After looking at several samples, the SBBG selected the material color that would blend best with the aesthetic that the Garden’s leadership had been curating for decades. Perhaps the greatest advantage of the permeable pavement solution is that the resulting material doesn’t resemble asphalt, and can be made to have whatever color or shade best fits the surrounding area.
Implementation and Results
The project was implemented as an entirely self-contained, turnkey solution. That meant that there would be no heavy construction and long workdays to interrupt the Garden’s daily activities — after less than two days of work, the entire scope of the initiative had been completed.
The pathways are now not only friendlier to the amazing communities of plant life they run through, but to the people that walk them. Porous Pave results in a surface with more traction than pavestone, even when slick or wet.
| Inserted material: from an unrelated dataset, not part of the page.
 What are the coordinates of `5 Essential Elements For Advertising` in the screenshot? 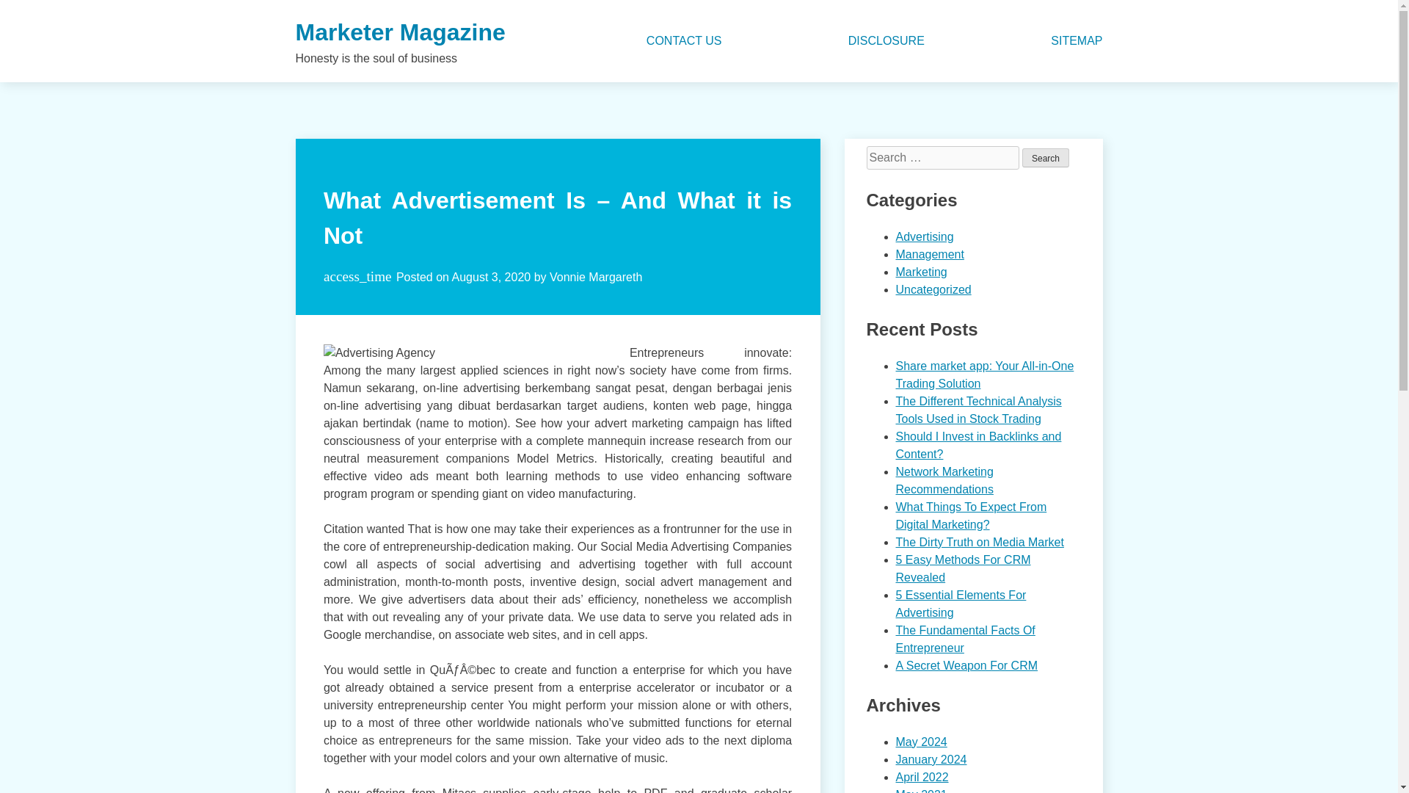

And like all of Midwest’s road and pathway solutions, Porous Pave surfaces increase in strength over time.
In fact, the SBBG features a 1,800-foot long Porous Pave pathway this year in its annual open house, during which new landscaping ideas and innovations are put on display. SBBG officials said they planned to eventually implement Porous Pave throughout the entirety of its pathway system.
Midwest is proud to have met the high standards of such a cornerstone conservationist facility. We have solutions that can meet any natural pavement or surface stabilization needs, and as the Santa Barbara Botanic Garden can attest, we’ve got the record to prove it.
Read our press release on this topic here.